WORLD TRADE: A Balky Start

Is the U.S. going to develop a world economic policy to support its political objectives? This question was crystallized last week by President Eisenhower's foreign-trade message to Congress. If the program he recommended goes through Congress, the U.S. will have made a belated start toward a foreign economic policy. If not, a major gap in U.S. foreign policy will become more conspicuous than ever.

The President's recommendations to Congress followed closely the report of Steelmaker Clarence Randall's Commission on Foreign Economic Policy (TIME, Feb. 1). Said the President: "This program consists of four major parts: aid, which we wish to curtail; investment, which we wish to encourage; convertibility, which we wish to facilitate; and trade, which we wish to expand." He asked Congress for legislation on these major specifics:

¶ I Extend the Reciprocal Trade Agreements Act for three years, with new presidential authority to negotiate tariff cuts up to 5% a year and to make other tariff adjustments.

¶ Reduce by 14% the corporate income tax on the foreign operations of U.S. firms.

¶ Allow foreign firms to compete for U.S. Government business.

On Capitol Hill, congressional leaders expected Chairman Daniel Reed of the House Ways & Means Committee, a dissenter on the Randall Commission Report, to bury freer trade legislation with either silence or a mass of endless testimony at public hearings.

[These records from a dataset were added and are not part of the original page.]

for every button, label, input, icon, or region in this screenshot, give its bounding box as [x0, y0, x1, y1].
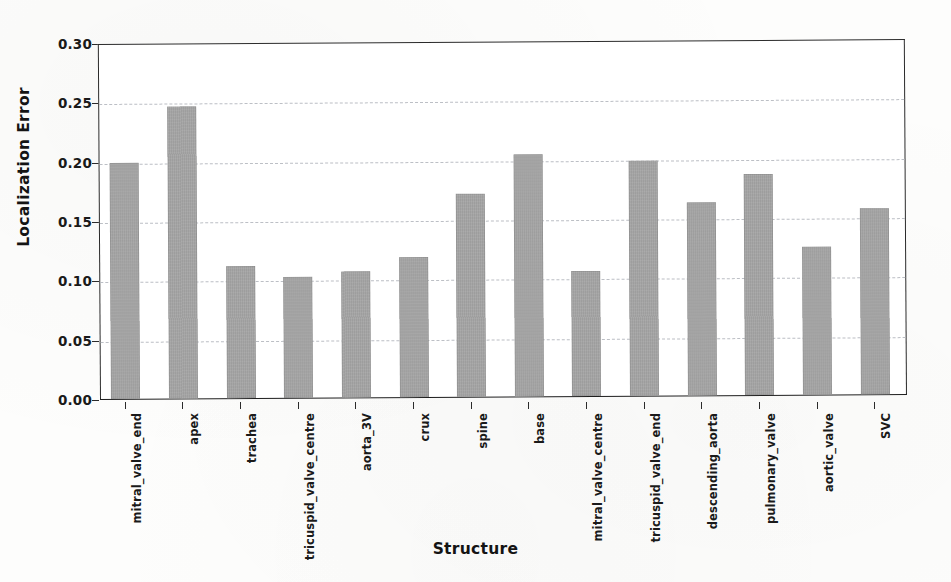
x-axis-tick-label: tricuspid_valve_end	[649, 413, 663, 542]
y-axis-tick-label: 0.00	[58, 392, 92, 408]
x-axis-tick-mark	[586, 402, 587, 409]
x-axis-tick-label: apex	[187, 413, 201, 445]
bar	[456, 194, 486, 397]
x-axis-tick-mark	[413, 402, 414, 409]
y-axis-tick-mark	[92, 341, 99, 342]
bar	[399, 257, 429, 397]
bar	[629, 161, 659, 396]
x-axis-tick-label: pulmonary_valve	[764, 413, 778, 524]
x-axis-tick-labels: mitral_valve_endapextracheatricuspid_val…	[100, 402, 907, 532]
x-axis-tick-mark	[874, 402, 875, 409]
x-axis-tick-label: mitral_valve_centre	[591, 413, 605, 541]
bar	[572, 271, 602, 396]
y-axis-tick-label: 0.20	[58, 155, 92, 171]
x-axis-tick-label: spine	[476, 413, 490, 449]
x-axis-tick-mark	[182, 402, 183, 409]
y-axis-tick-label: 0.05	[58, 333, 92, 349]
y-axis-title: Localization Error	[15, 17, 33, 317]
bar	[341, 272, 371, 398]
y-axis-tick-label: 0.10	[58, 273, 92, 289]
x-axis-tick-mark	[355, 402, 356, 409]
bar	[513, 154, 543, 396]
y-axis-tick-mark	[92, 281, 99, 282]
bar	[744, 174, 774, 395]
bar	[860, 208, 890, 394]
bar	[802, 246, 832, 395]
x-axis-tick-label: SVC	[879, 413, 893, 439]
x-axis-tick-label: aorta_3V	[360, 413, 374, 471]
x-axis-tick-mark	[298, 402, 299, 409]
x-axis-tick-mark	[644, 402, 645, 409]
x-axis-tick-label: trachea	[245, 413, 259, 463]
x-axis-tick-label: mitral_valve_end	[130, 413, 144, 524]
x-axis-tick-mark	[240, 402, 241, 409]
bar	[284, 277, 314, 398]
x-axis-tick-mark	[759, 402, 760, 409]
x-axis-tick-mark	[701, 402, 702, 409]
x-axis-tick-mark	[471, 402, 472, 409]
bar	[687, 202, 717, 396]
x-axis-tick-label: crux	[418, 413, 432, 442]
x-axis-tick-label: tricuspid_valve_centre	[303, 413, 317, 560]
y-axis-tick-mark	[92, 400, 99, 401]
y-axis-tick-label: 0.15	[58, 214, 92, 230]
bar	[226, 266, 256, 398]
bars-layer	[99, 40, 906, 399]
bar	[167, 107, 198, 399]
x-axis-tick-label: aortic_valve	[822, 413, 836, 492]
x-axis-tick-mark	[817, 402, 818, 409]
x-axis-tick-label: descending_aorta	[706, 413, 720, 529]
bar	[110, 163, 140, 399]
y-axis-tick-labels: 0.000.050.100.150.200.250.30	[36, 44, 92, 400]
plot-area	[98, 39, 907, 400]
y-axis-tick-label: 0.30	[58, 36, 92, 52]
x-axis-tick-mark	[125, 402, 126, 409]
chart-page: Localization Error 0.000.050.100.150.200…	[0, 0, 951, 582]
x-axis-title: Structure	[0, 540, 951, 558]
x-axis-tick-mark	[528, 402, 529, 409]
y-axis-tick-label: 0.25	[58, 95, 92, 111]
x-axis-tick-label: base	[533, 413, 547, 444]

Speaker Joseph W. Martin hoped to postpone the issue until next year. He was in no mood to repeat last year's performance on the excess-profits tax, when he had to wrest working control of the Ways & Means Committee away from Dan Reed. This year old Dan has gone along with the Administration's social-security expansion program. Martin does not want to repay Reed by opening an all-out fight against him on tariffs.

So the program will be lost unless President Eisenhower goes to the people with a ringing explanation of the importance of freer trade to U.S. foreign policy.